George Dessev is a Fine Artist
“I have,” he says with emphasis. “In that direction I have excelled everything.”
If you purchase through our partner links, we get paid for the referral at no additional cost to you! Visit our disclosure page.
Listen to this gosh darn blog post aloud over at Medium.com.
And gives a big middle finger to Modernism
“I have,” he says with emphasis. “In that direction I have excelled everything.”
For George, painting is more about symbolism than anything else.
“Appliances or cars er (pause) I think they don’t have symbolism… Like a can of Coke has no symbolism. A cup has symbolism. A can doesn’t. For artistic purposes, if you put anything like that… just spoils your painting…”
I ask him if he knows what an NFT is and he replies, “Huh…What’s that?”
George is forty-eight years old, from Lafayette and drives into town almost every day to draw in coffee shops. He tells me his angle is “the coffee shop.” Since he was a teenager he’s been going there to learn art rather than a school.
The man sitting with me at OZO Coffee in Boulder, Colorado, is soft spoken and intelligent. In fact he’s so soft spoken I’m wondering if my recorder will pick up his voice over the funk music and the banging sounds the baristas are making behind the counter.
On this hot August day George is hunched over in a black t-shirt. His dark hair parted to the side. In the chair next to him is a weathered leather bag with a strap that makes him look like a professional when walking down the sidewalks of this town, but in his bag are pencils and paper.
He sold me two drawings for five bucks last week and I’ve been carrying them around in my laptop bag. We’d had a short conversation about visibility or how my blog doesn’t get any hits, like he wasn’t going to do the interview with me because of it.
I was introduced to him several years before Covid and saw some of his paintings hanging up at Avante Coffee on Walnut. He had nudes, which I thought were cool and something you don’t see often in Boulder.
Another time I saw his self-portrait, a striking painting, but something every famous painter has done, like Van Gogh for instance. George’s self-portrait looked similar to portraits from several hundred years ago, like you would see on the walls whenever you visit a well-known museum.
Dessev was thinking of subject matter no one knows about when he created his 36″ by 40″ art piece “The Funeral of Robin Hood,” which will be available for sale at The Trident Bookseller and CafĂ© at his month long hanging in September 2022.
George said about Little John in his painting, “He’s kind of a midget… Like Friar Tuck you can recognize.”
Also you can see minstrels singing about Robin Hood’s immortality in the furthest part of the picture.
There are several painters of note he’s studied with; Quang Ho and Ron Hicks at the Denver Art Students League.
His Show in September 2022
For the month of September George Dessev will have his paintings hung and for sale in The Trident Café at 940 Pearl St, Boulder, CO, 80302.
He does not have a website you can visit so you’re going to have to go over to the café yourself to see them all.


§ Task requirements:
Below are records to be repeated exactly. Leave their pictures behind.

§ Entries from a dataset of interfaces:

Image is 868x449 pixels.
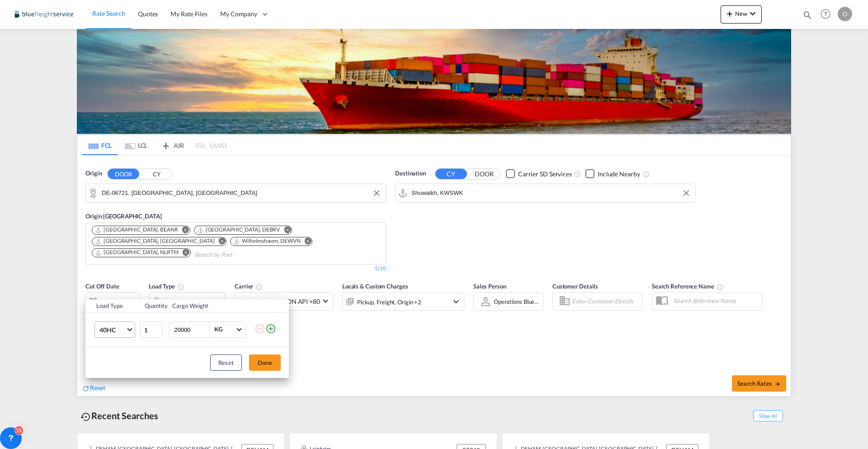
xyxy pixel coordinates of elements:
[94,321,135,338] md-select: Choose: 40HC
[210,355,242,371] button: Reset
[172,302,249,310] div: Cargo Weight
[266,324,277,334] md-icon: icon-plus-circle-outline
[140,321,163,338] input: Qty
[215,326,223,333] div: KG
[99,326,126,335] span: 40HC
[86,300,139,313] th: Load Type
[139,300,167,313] th: Quantity
[254,324,266,334] md-icon: icon-minus-circle-outline
[249,355,281,371] button: Done
[173,322,210,337] input: Enter Weight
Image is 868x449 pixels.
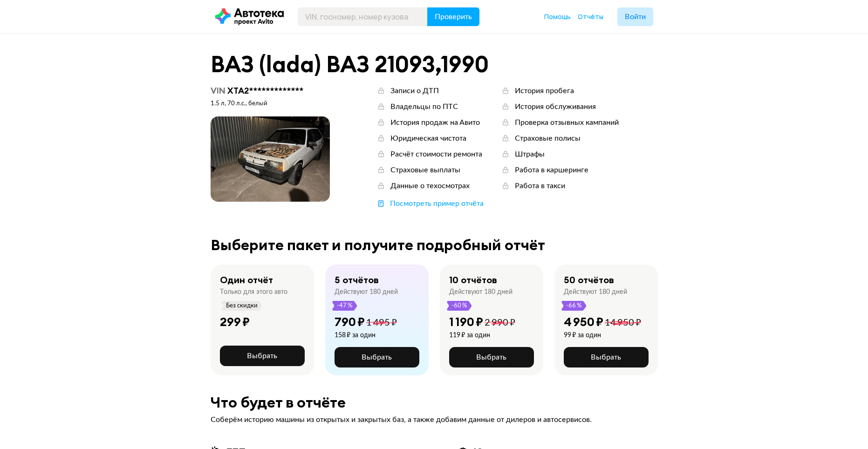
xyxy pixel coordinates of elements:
span: 2 990 ₽ [485,318,515,328]
span: Выбрать [476,353,507,361]
a: Отчёты [578,12,603,21]
div: Владельцы по ПТС [390,102,458,112]
div: Что будет в отчёте [211,394,657,411]
div: Соберём историю машины из открытых и закрытых баз, а также добавим данные от дилеров и автосервисов. [211,415,657,425]
div: 119 ₽ за один [449,331,515,340]
span: -66 % [566,301,582,311]
a: Помощь [544,12,571,21]
a: Посмотреть пример отчёта [376,199,483,209]
span: -47 % [336,301,353,311]
div: История пробега [515,86,574,96]
span: -60 % [451,301,468,311]
span: 14 950 ₽ [605,318,641,328]
div: Только для этого авто [220,288,287,296]
span: VIN [211,86,226,96]
button: Выбрать [564,347,649,368]
span: Выбрать [247,352,277,360]
div: 5 отчётов [334,274,379,286]
div: История обслуживания [515,102,596,112]
div: Один отчёт [220,274,273,286]
div: 50 отчётов [564,274,614,286]
span: Выбрать [591,353,621,361]
button: Выбрать [334,347,419,368]
div: Расчёт стоимости ремонта [390,149,482,159]
div: Выберите пакет и получите подробный отчёт [211,236,657,253]
div: Страховые выплаты [390,165,460,175]
span: Выбрать [361,353,392,361]
div: Данные о техосмотрах [390,181,470,191]
div: ВАЗ (lada) ВАЗ 21093 , 1990 [211,52,657,77]
span: Помощь [544,12,571,21]
div: Действуют 180 дней [564,288,627,296]
span: Проверить [434,13,472,21]
input: VIN, госномер, номер кузова [298,8,427,26]
button: Проверить [427,8,480,26]
div: Действуют 180 дней [449,288,512,296]
div: Страховые полисы [515,133,580,143]
div: История продаж на Авито [390,118,480,128]
span: Войти [625,13,646,21]
div: 1.5 л, 70 л.c., белый [211,100,330,108]
div: 158 ₽ за один [334,331,397,340]
button: Войти [617,8,653,26]
div: 10 отчётов [449,274,497,286]
div: Проверка отзывных кампаний [515,118,618,128]
button: Выбрать [449,347,534,368]
span: 1 495 ₽ [366,318,397,328]
span: Без скидки [226,301,258,311]
div: Посмотреть пример отчёта [390,199,483,209]
div: Юридическая чистота [390,133,466,143]
div: Штрафы [515,149,544,159]
div: Работа в такси [515,181,565,191]
div: 99 ₽ за один [564,331,641,340]
div: Работа в каршеринге [515,165,588,175]
button: Выбрать [220,346,305,367]
div: 1 190 ₽ [449,314,483,330]
div: 299 ₽ [220,314,250,330]
div: Записи о ДТП [390,86,439,96]
div: Действуют 180 дней [334,288,398,296]
div: 790 ₽ [334,314,365,330]
div: 4 950 ₽ [564,314,603,330]
span: Отчёты [578,12,603,21]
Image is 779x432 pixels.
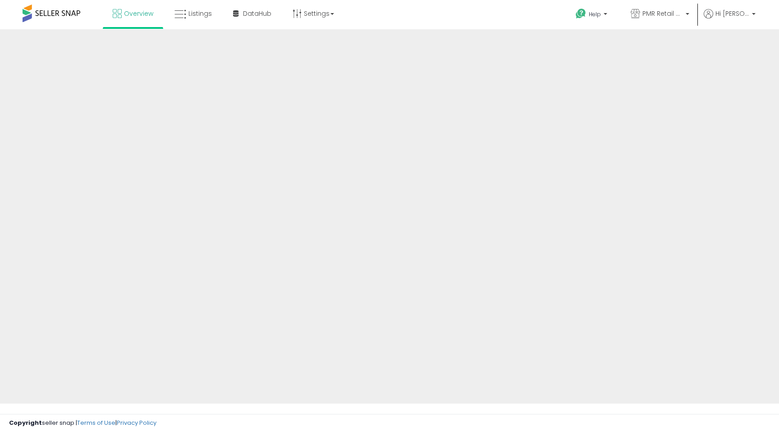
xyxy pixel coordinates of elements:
i: Get Help [575,8,586,19]
span: Overview [124,9,153,18]
span: Listings [188,9,212,18]
span: Help [589,10,601,18]
span: PMR Retail USA LLC [642,9,683,18]
a: Hi [PERSON_NAME] [704,9,755,29]
span: DataHub [243,9,271,18]
a: Help [568,1,616,29]
span: Hi [PERSON_NAME] [715,9,749,18]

§ Task answer:
Image is 868x449 pixels.
xyxy pixel coordinates of elements:
[94,321,135,338] md-select: Choose: 40HC
[210,355,242,371] button: Reset
[172,302,249,310] div: Cargo Weight
[266,324,277,334] md-icon: icon-plus-circle-outline
[140,321,163,338] input: Qty
[215,326,223,333] div: KG
[99,326,126,335] span: 40HC
[86,300,139,313] th: Load Type
[139,300,167,313] th: Quantity
[254,324,266,334] md-icon: icon-minus-circle-outline
[249,355,281,371] button: Done
[173,322,210,337] input: Enter Weight
Image is 868x449 pixels.
xyxy pixel coordinates of elements:
span: 2 990 ₽ [485,318,515,328]
span: Выбрать [476,353,507,361]
a: Отчёты [578,12,603,21]
div: Владельцы по ПТС [390,102,458,112]
div: Что будет в отчёте [211,394,657,411]
div: Соберём историю машины из открытых и закрытых баз, а также добавим данные от дилеров и автосервисов. [211,415,657,425]
div: 119 ₽ за один [449,331,515,340]
span: -66 % [566,301,582,311]
a: Помощь [544,12,571,21]
a: Посмотреть пример отчёта [376,199,483,209]
span: -47 % [336,301,353,311]
div: История пробега [515,86,574,96]
span: -60 % [451,301,468,311]
span: 14 950 ₽ [605,318,641,328]
div: Только для этого авто [220,288,287,296]
span: VIN [211,86,226,96]
button: Выбрать [564,347,649,368]
span: Выбрать [247,352,277,360]
div: 5 отчётов [334,274,379,286]
div: История обслуживания [515,102,596,112]
div: Один отчёт [220,274,273,286]
div: 50 отчётов [564,274,614,286]
span: Выбрать [591,353,621,361]
button: Выбрать [334,347,419,368]
div: Расчёт стоимости ремонта [390,149,482,159]
div: Выберите пакет и получите подробный отчёт [211,236,657,253]
div: Страховые выплаты [390,165,460,175]
span: Выбрать [361,353,392,361]
div: Данные о техосмотрах [390,181,470,191]
div: ВАЗ (lada) ВАЗ 21093 , 1990 [211,52,657,77]
span: Помощь [544,12,571,21]
div: Действуют 180 дней [564,288,627,296]
span: Проверить [434,13,472,21]
input: VIN, госномер, номер кузова [298,8,427,26]
button: Проверить [427,8,480,26]
div: Действуют 180 дней [449,288,512,296]
div: Страховые полисы [515,133,580,143]
div: История продаж на Авито [390,118,480,128]
span: Войти [625,13,646,21]
div: 1.5 л, 70 л.c., белый [211,100,330,108]
div: 158 ₽ за один [334,331,397,340]
button: Войти [617,8,653,26]
div: 10 отчётов [449,274,497,286]
div: Проверка отзывных кампаний [515,118,618,128]
button: Выбрать [449,347,534,368]
span: 1 495 ₽ [366,318,397,328]
span: Без скидки [226,301,258,311]
div: Посмотреть пример отчёта [390,199,483,209]
div: Юридическая чистота [390,133,466,143]
div: Штрафы [515,149,544,159]
div: Работа в такси [515,181,565,191]
div: 99 ₽ за один [564,331,641,340]
div: Работа в каршеринге [515,165,588,175]
button: Выбрать [220,346,305,367]
div: 1 190 ₽ [449,314,483,330]
div: 299 ₽ [220,314,250,330]
div: Записи о ДТП [390,86,439,96]
div: Действуют 180 дней [334,288,398,296]
div: 790 ₽ [334,314,365,330]
div: 4 950 ₽ [564,314,603,330]
span: Отчёты [578,12,603,21]
Image is 779x432 pixels.
xyxy pixel coordinates of elements:
i: Get Help [575,8,586,19]
span: Overview [124,9,153,18]
span: Listings [188,9,212,18]
span: Help [589,10,601,18]
span: PMR Retail USA LLC [642,9,683,18]
a: Hi [PERSON_NAME] [704,9,755,29]
span: DataHub [243,9,271,18]
a: Help [568,1,616,29]
span: Hi [PERSON_NAME] [715,9,749,18]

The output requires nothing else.